Thursday 22 August 2013

The spread and spread of palm oil

You can forget the snails and the frogs’ legs, preposterous clichés at best. You can leave the over-rated, over-crusty bread in its bin. And you can set the cheese aside for now – though that’s not at all easy for me to do. If there are two things that should really symbolise French food they are croissants and a particular chocolate spread.
They may not be what you’d expect to find in a fancy restaurant, either side of the Channel, but no breakfast table in a French home or café is properly laid without them.
My teenage daughter doesn’t like either of them, which may be the strangest thing about her. It was her primary source of trepidation when embarking on a recent exchange visit to a French family.
Knowing her fear of croissants, we acquired a jar of Nutella to familiarise her with the flavour before she went. With the result I ended up eating most of the jar myself, rediscovering a taste from my own teen years.
I’m not the total sucker for anything chocolate-flavoured that so many people seem to be, but that dash of hazelnut makes it a lot harder to resist.
As for croissants, I’m not sure how they achieve that distinctive taste and texture – flaky on the outside, stretchy inside – but if you’ve never eaten one in France you won’t know just what I’m talking about. For some reason, anything called croissants served anywhere outside their homeland are simply not the same.
For those of us who care not just about how our food tastes, but where it comes from, there are problems, however.
I was disturbed this week by a revelation from an old friend we stayed with recently in beautiful Burgundy.
“Generally I cook stuff from scratch but I draw the line at croissants,” Cheryl said. “We had a surprise today because we found out there was some palm oil in frozen croissants in our fridge. Looks like I may be making the next croissants myself after all.
“Can I just suggest that you have a look at your processed food and see just what has been put in the stuff you bought.”
Follow that piece of advice and you may find your kitchen cupboards are full of palm oil.
If the ingredients listed on tin or packet include an unspecified “vegetable oil”, chances are it’s palm – if it’s the healthier olive or sunflower oil, it’s likely to say so.
Several companies in France – including supermarket own brands – have taken lately to labelling products proudly as “free of palm oil”. Which tells you how far ahead of us they are in recognising a real issue.
But what’s wrong with palm oil anyway?
According to the World Health Organisation, eating it increases the risk of heart disease. But it’s the effect of it on the health of the planet that really concerns me.
Particularly the rate at which high-yield, industrial-scale plantations are spreading across several parts of the world, notably Indonesia, Malaysia, Thailand, patches of South America and a large swathe of Africa.
In many places these plantations are taking the place of ancient rainforest, a sterile monoculture displacing what was the most vibrant biodiversity anywhere.
On the grand scale this is bad for the atmosphere, a very likely cause of global warming.
On the local scale, in Borneo and Sumatra, it’s bad for creatures such as the orang-utan, now in danger of extinction.
And if you’ve ever watched Bruce Parry’s excellent series ‘Tribe’ you’ll know how people too are driven off their land by companies chasing the big profits palm oil can bring. Peasant farmers in Colombia, Honduras and Malaysia are among the thousands who have lost their homes and livelihoods.
Earlier this year Nutella, in a bizarre tie-up with WWF (that’s the World Wide Fund for Nature, not the wrestling association), announced that in future all its palm oil would come from “sustainable sources”. So that’s good and green, right?
Wrong.
That word “sustainable” is one of the tricksiest around.
However “sustainable” that oil farm is today, it’s still likely to be on land that was primal forest until yesterday.
It may be capable of sustaining Western food habits, fancy soap products – and our not-as-green-as-they’re-painted “bio-fuels” – but it’s no longer sustaining the plants, people and creatures who used to live there.
 
And justice for all?


WHEN is a cause “just”? It’s a question worth asking because that’s when the USA says it will use drone strikes – missiles fired from unmanned aircraft.
In late July the Americans resumed a campaign of drone attacks in Yemen, a desperately poor and troubled country you might think had enough problems already.
Last week there were eight drone strikes in different parts of that frightened and confused country. Was every death they caused “just”?
Worldwide, there have been American drone attacks on 27 different sites in the past six months.
Was all the fear spread by the overhead buzzing of the remote-control planes “just”?
If this is how America wages the “war on terror”, it seems legitimate to ask which side are the terrorists.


What you are asked to do
Return, exactly as written, the line containing "The width and height of the screenshot is (1414, 657)." and every line after it to the end of the records below, with no pictures.

Records from a data source
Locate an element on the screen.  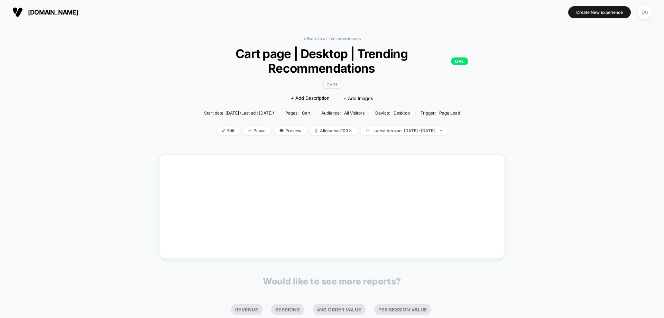
span: + Add Description is located at coordinates (310, 98).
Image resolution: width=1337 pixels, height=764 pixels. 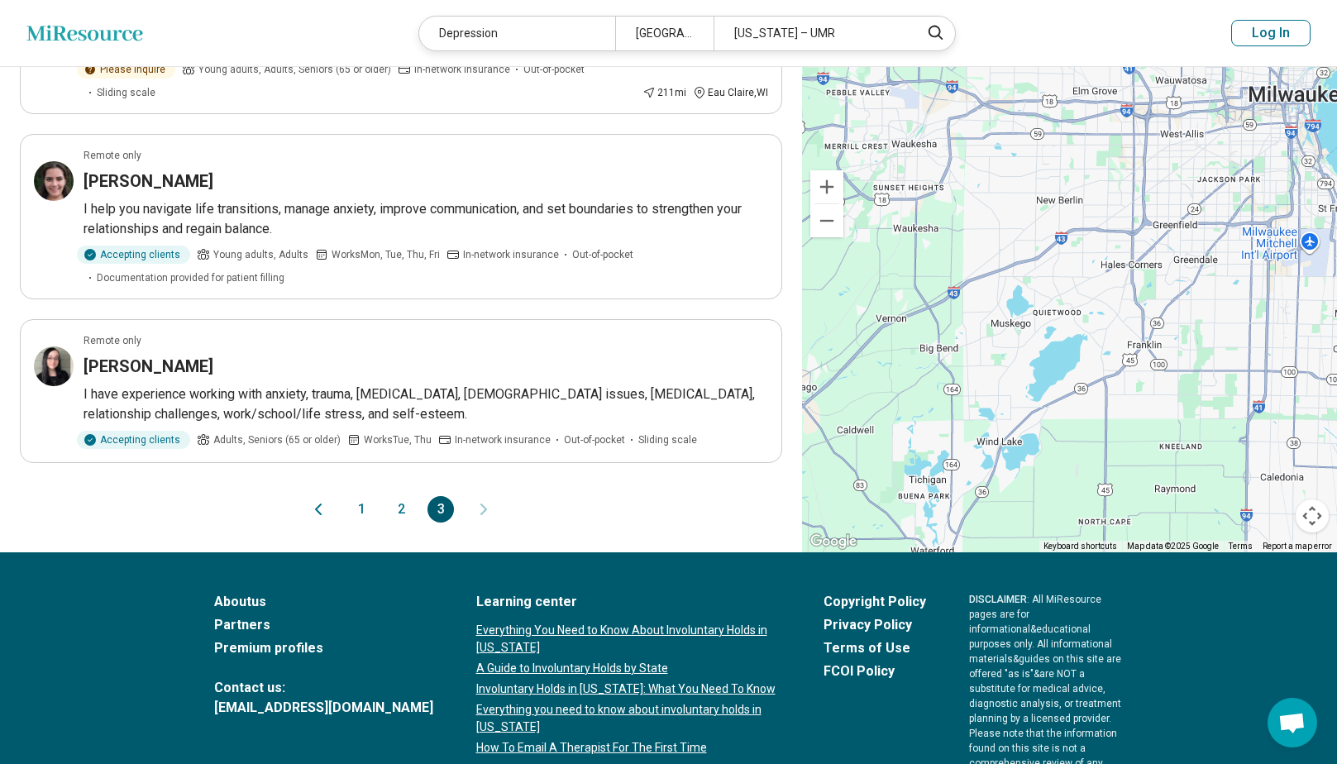 I want to click on button: Previous page, so click(x=318, y=509).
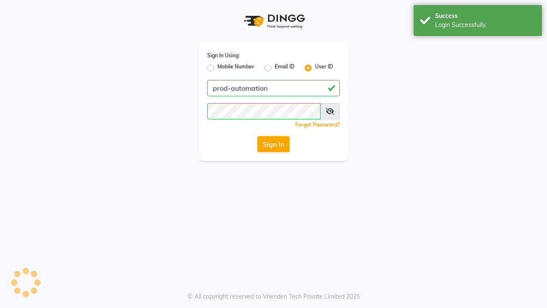 The height and width of the screenshot is (308, 547). I want to click on label: Mobile Number, so click(236, 68).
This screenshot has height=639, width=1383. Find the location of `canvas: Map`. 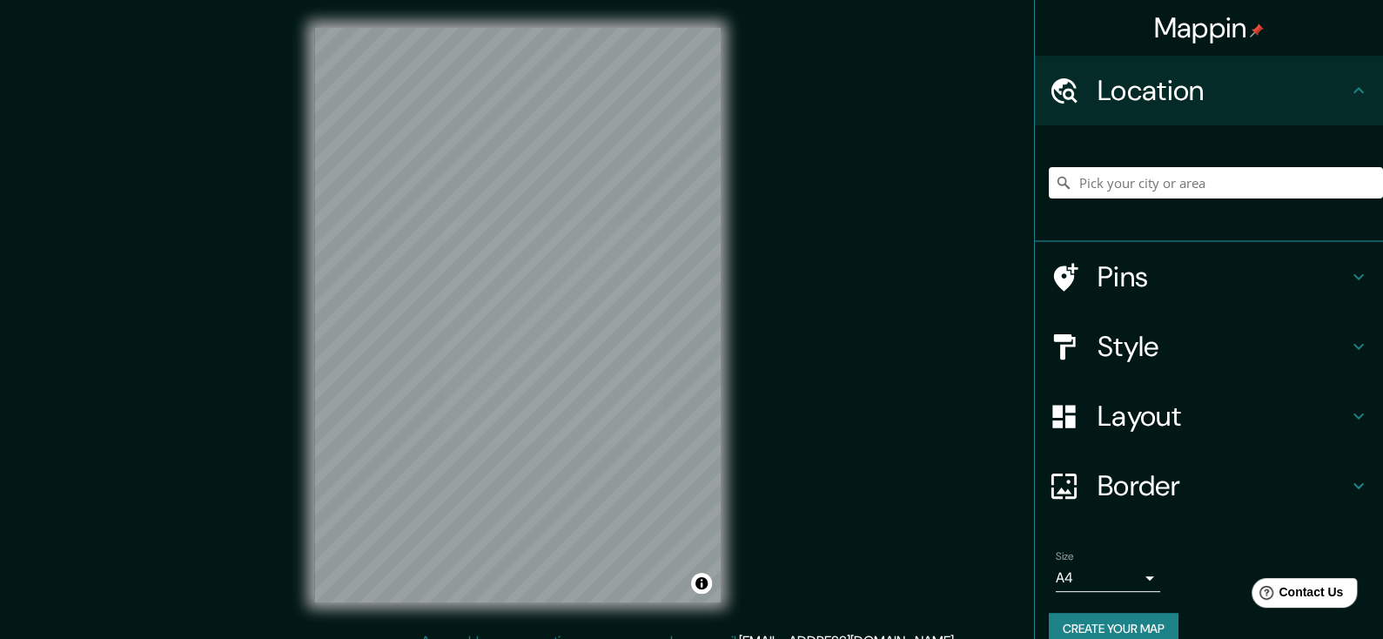

canvas: Map is located at coordinates (517, 315).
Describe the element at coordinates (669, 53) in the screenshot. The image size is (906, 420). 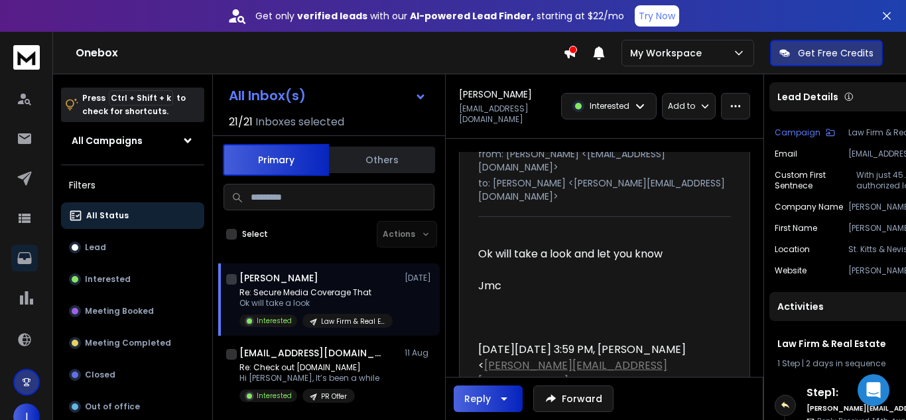
I see `p: My Workspace` at that location.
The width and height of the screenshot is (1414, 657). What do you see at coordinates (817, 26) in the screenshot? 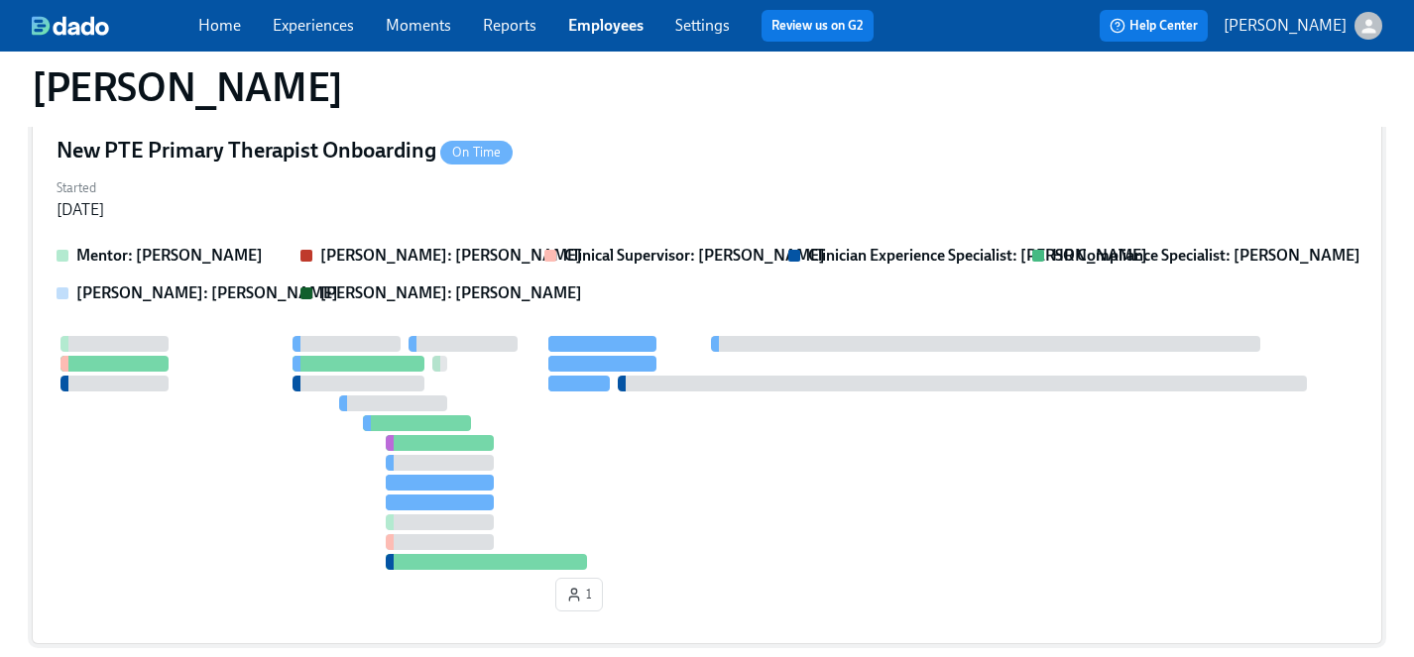
I see `a: Review us on G2` at bounding box center [817, 26].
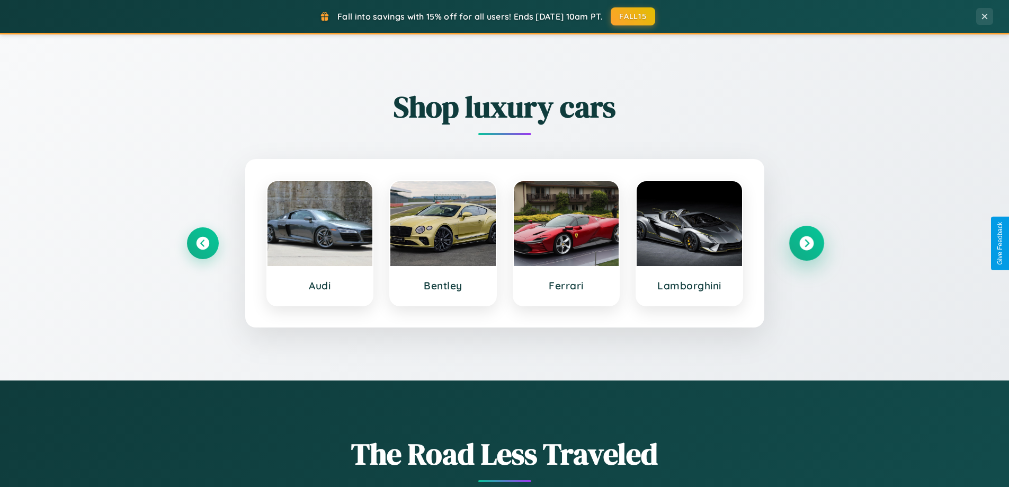 This screenshot has width=1009, height=487. What do you see at coordinates (505, 106) in the screenshot?
I see `h2: Shop luxury cars` at bounding box center [505, 106].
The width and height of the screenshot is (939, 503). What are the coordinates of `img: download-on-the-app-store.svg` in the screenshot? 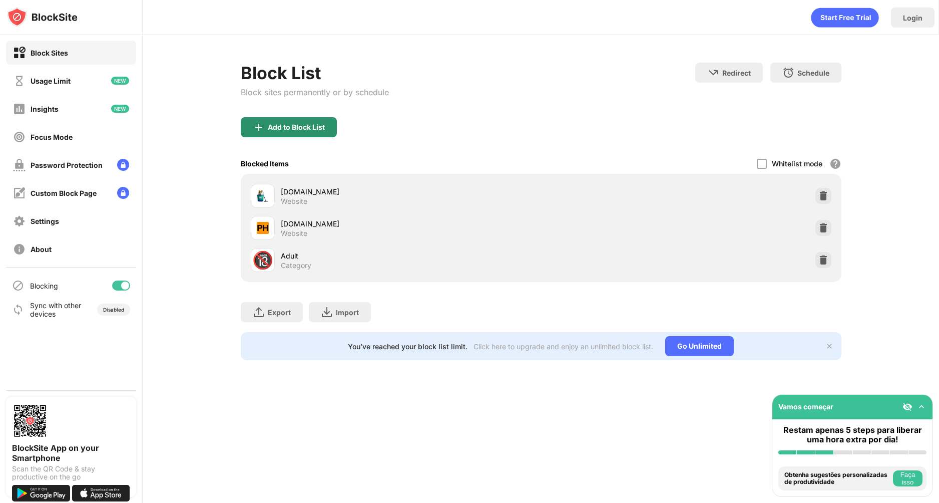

Completed exercise
The width and height of the screenshot is (1414, 657). What do you see at coordinates (817, 26) in the screenshot? 
I see `a: Review us on G2` at bounding box center [817, 26].
 This screenshot has width=1009, height=487. What do you see at coordinates (505, 106) in the screenshot?
I see `h2: Shop luxury cars` at bounding box center [505, 106].
The width and height of the screenshot is (939, 503). What are the coordinates of `img: download-on-the-app-store.svg` in the screenshot? 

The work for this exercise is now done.